In all reality, the European Grand Prix in Baku failed to live up to expectations. Safety Cars, virtual safety cars, and maybe a red flag were expected, but when it came down to it, the only thing that came to fruition was Nico Rosberg's​ winning his fifth Formula One race of the season - espically after Saturday's qualifying session.

In a rather uneventful race, it was a cruise from lights to flag for Rosberg who completed his second career grand slam - Pole, leading every lap, the win and fastest lap.

​After a dissapointing Friday, Ferrari​ were the team who took the challenge to the W07 of Rosberg, with Sebastian Vettel ​a well-driven second. For the second time in three races, ​Sergio Perez ​claimed another podium. Kimi Raikkonen​ was given a rather harsh 5s penalty for going over the pit entry line, he finished fourth. A troubled weekend, saw ​Lewis Hamilton claim fifth. ​Valtteri Bottas, Daniel Ricciardo, Max Verstappen, Nico Hulkenberg and Felipe Massa ​rounded out the points paying positions.

​Rosberg's stroll in the streets

​Untroubled, and executing a one-stop strategy, Rosberg calmly led into T1 and didn't look back, a margain of 16.6s evantually separated him from Vettel. A fifth win of the season, and 19th in his career, means that the championship lead is now 24 points to Hamilton.

If his race was comfortable, Hamilton's was anything but. After his mistake in qualifying, mid way thorugh the race, a ERS problem struck the Brit. Getting agitated over team radio, the World Champion was becoming fustrated that his race engineer Peter Bonnington, couldn't tell him what to fix, as that would've broken team radio restrictions - something Raikkonen fell victim to late on.

After the GP2 Feature race yesterday and the carnege of T1, it was a cautious start with only ​Esteban Gutierrez making contact - whilst trying to go up the inside of Hulkenberg. A tight opening lap concluded with Rosberg 1.2 ahead of Ricciardo and the pack trying to find its place. ​Most of the overtaking came at the end of the 1.2 mile long main straight and into T1, with the massive slipaffect leading to many overtakes into that turn and on then on the run down to T3, using DRS.

The pit-stop sequence was triggered by the Red Bull ​of Verstappen pitting first. However, they committed to the two-stop too early and with no more soft tyres available, he was forced onto the Medium tyres. Undercuts were performed with most not coming off, with Vettel's comments of "​Are you sure, Pace is looking good?​" meaning he was kept out whilst Raikkonen jumped him in the stops. On Lap 28, that was changed with a team order.

Perez and Hamilton were close on track and provided some good overtaking moves between them before the Brit's ERS problems dropped him around 12s behind. With Raikkonen's penalty, all Pere had to do was keep the car ahead, within 5s, but he deicded he would take a podium on merit, and on the penaultimate lap, he did just that.

​Mid-field

​Hulkenberg ran out of tyres a few laps from the end, meaning that both Red Bull's were able to demote him from seventh to ninth in the closing stages. ​McLaren ​had a difficult afternoon once again, with Jenson Button ​finishing just outside the points in P11 and Fernando Alonso ​a late retiree with a downshift issue with his gearbox. ​​Romain Grosjean​ was flying on the soft tyre for ​Haas, ​but he couldn't make use of this pace, with him being well down the field.

It was a quiet race for Renault and Sauber ​with yet another pointless and limited TV coverage afternoon, although the latter's ​Felipe Nasr ​was a credible P12 at the flag.

Manor would be dissapointed with their result, as ​Rio Haryanto's ​strong qualifying performance was rendered irrelevant at the first turn with contact, and Pascal Wehrlein​ suffering from mid-race brake failure.

Retirements

​In addition to Alonso and Wehrlein, it was a double DNF for Toro Rosso ​with suspension failure being repsonsible for both cars being retired.

Conclusions

​Sergio Perez is a man in demand. After his Monaco podium, and other strong 2016 performances, he is in prime position to replace Kimi Raikkonen, if Ferrari decide to replace the Finn.

Lewis Hamilton will be dissapointed with his result, haivng dominated practice, but his qualifying crash led to a weekend that went downhill from when he stepped in on Saturday afternoon.

But the last word must go to Nico Rosberg. After a difficult two races that saw his championship lead cut from 43 to nine points, he was a man under pressure. But, cometh pressure, cometh the man. It was a faultless weekend from the German and as F1 heads to Austria next, a track where he has won both years the sport has been there since its return in 2014, ahead of Hamilton - he will be feeling increaisngly confident that 2016 is his year.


**PROBLEM TO WORK ON**: What is needed is every line from the one holding "I am looking" to the last line of the data below, printed exactly and without pictures.

**INPUT MATERIAL**:
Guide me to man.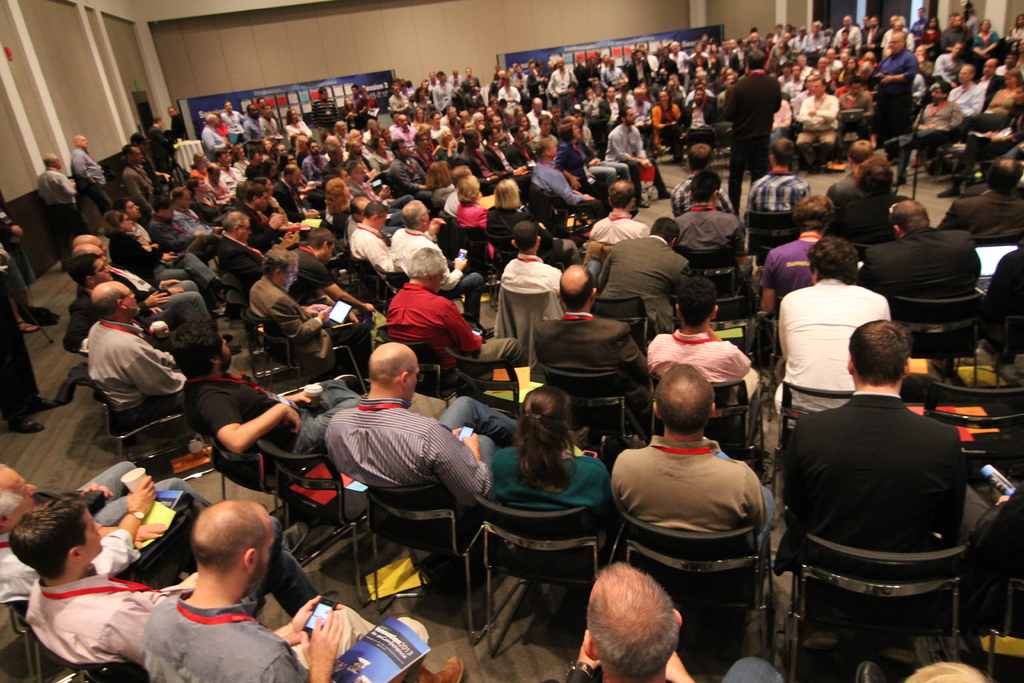
Guidance: [x1=116, y1=131, x2=161, y2=186].
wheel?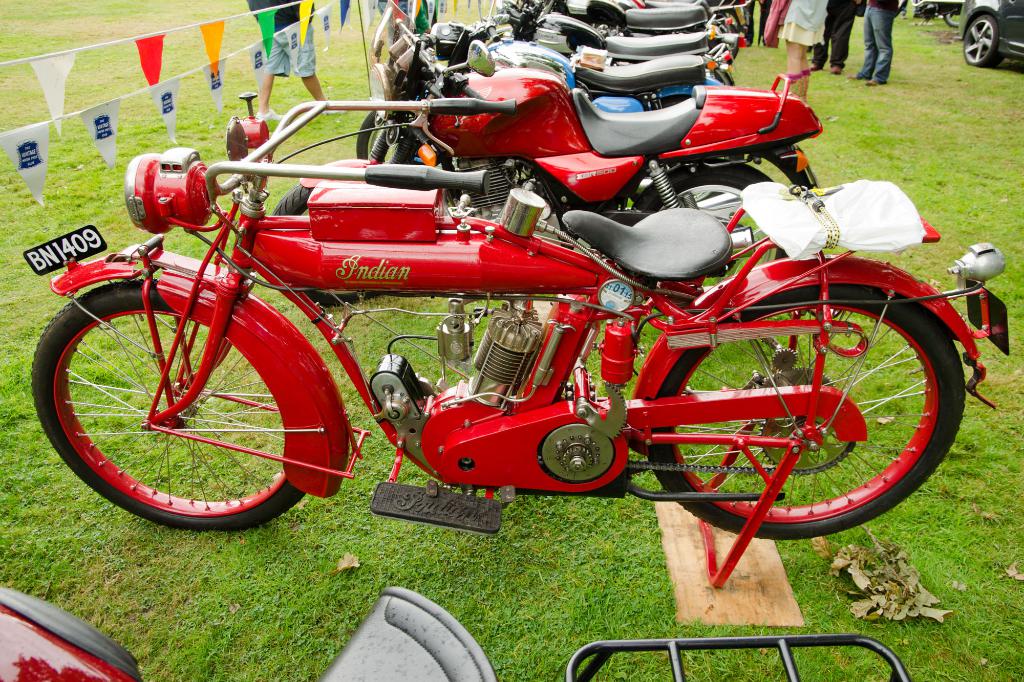
crop(354, 111, 399, 159)
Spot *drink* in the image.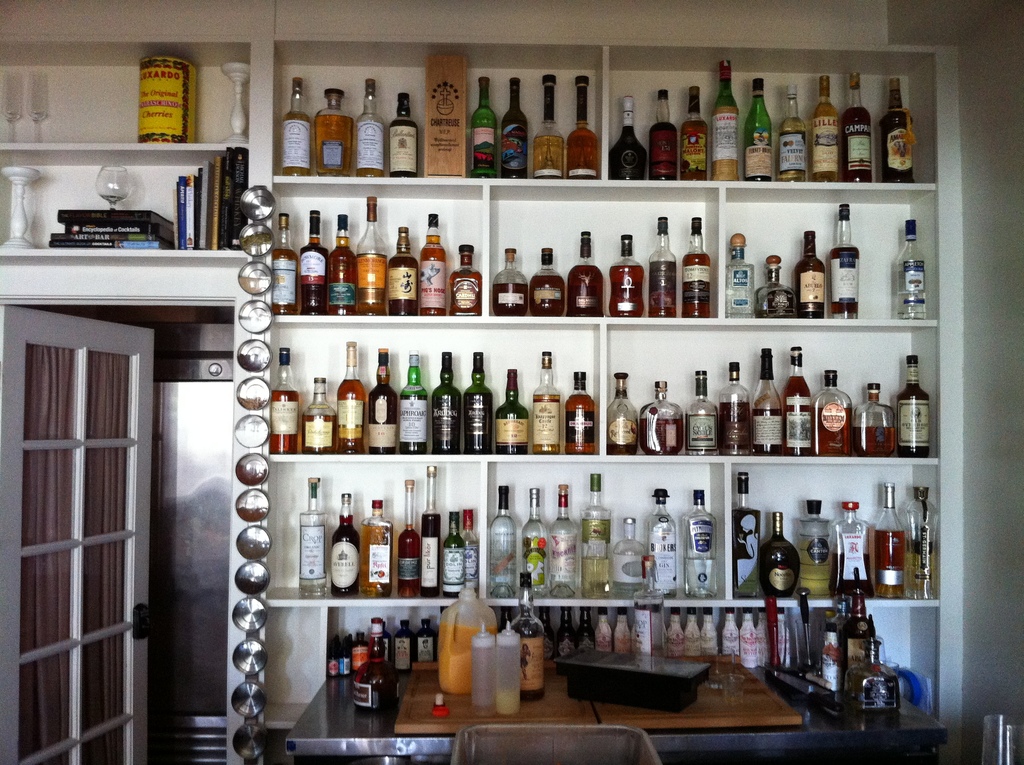
*drink* found at box=[396, 481, 422, 595].
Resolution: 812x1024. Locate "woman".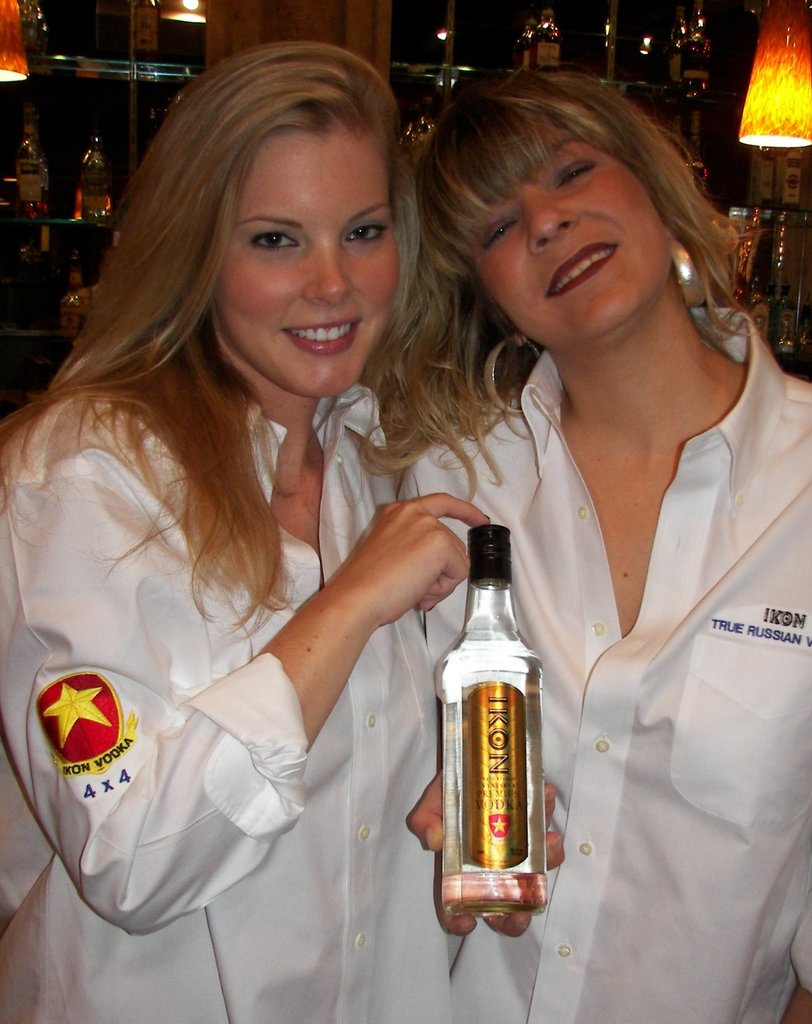
detection(70, 75, 571, 1015).
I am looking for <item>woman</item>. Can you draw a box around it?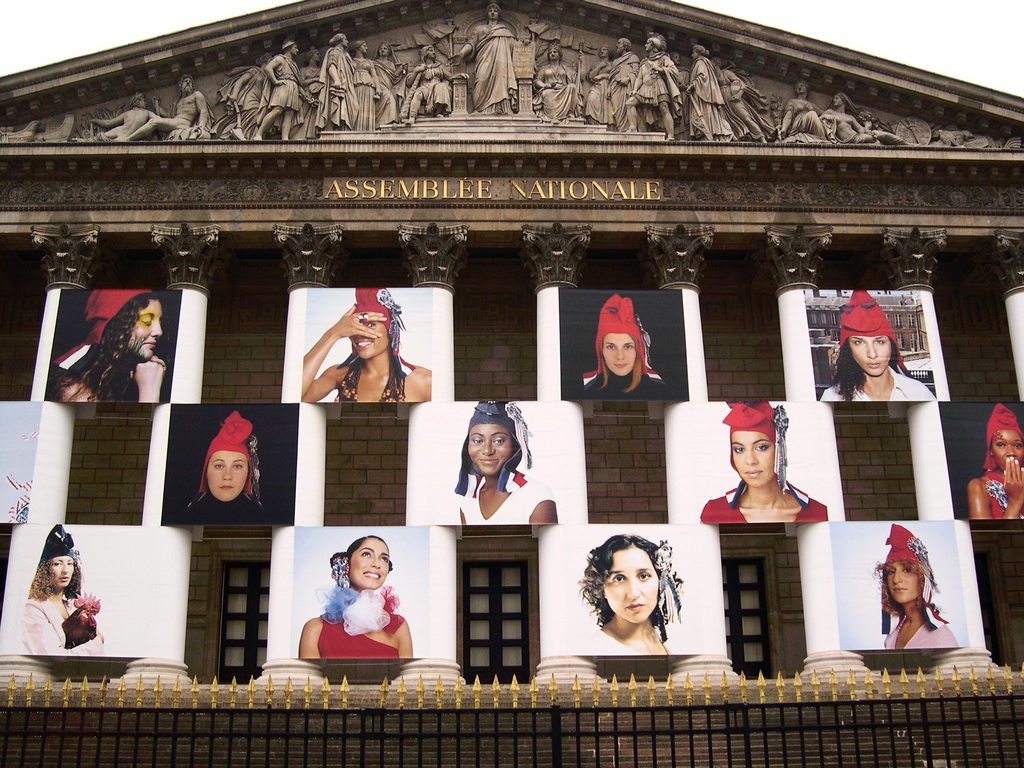
Sure, the bounding box is x1=586 y1=324 x2=661 y2=395.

**TASK RESPONSE**:
I am looking for <item>woman</item>. Can you draw a box around it?
Sure, the bounding box is x1=586 y1=324 x2=661 y2=395.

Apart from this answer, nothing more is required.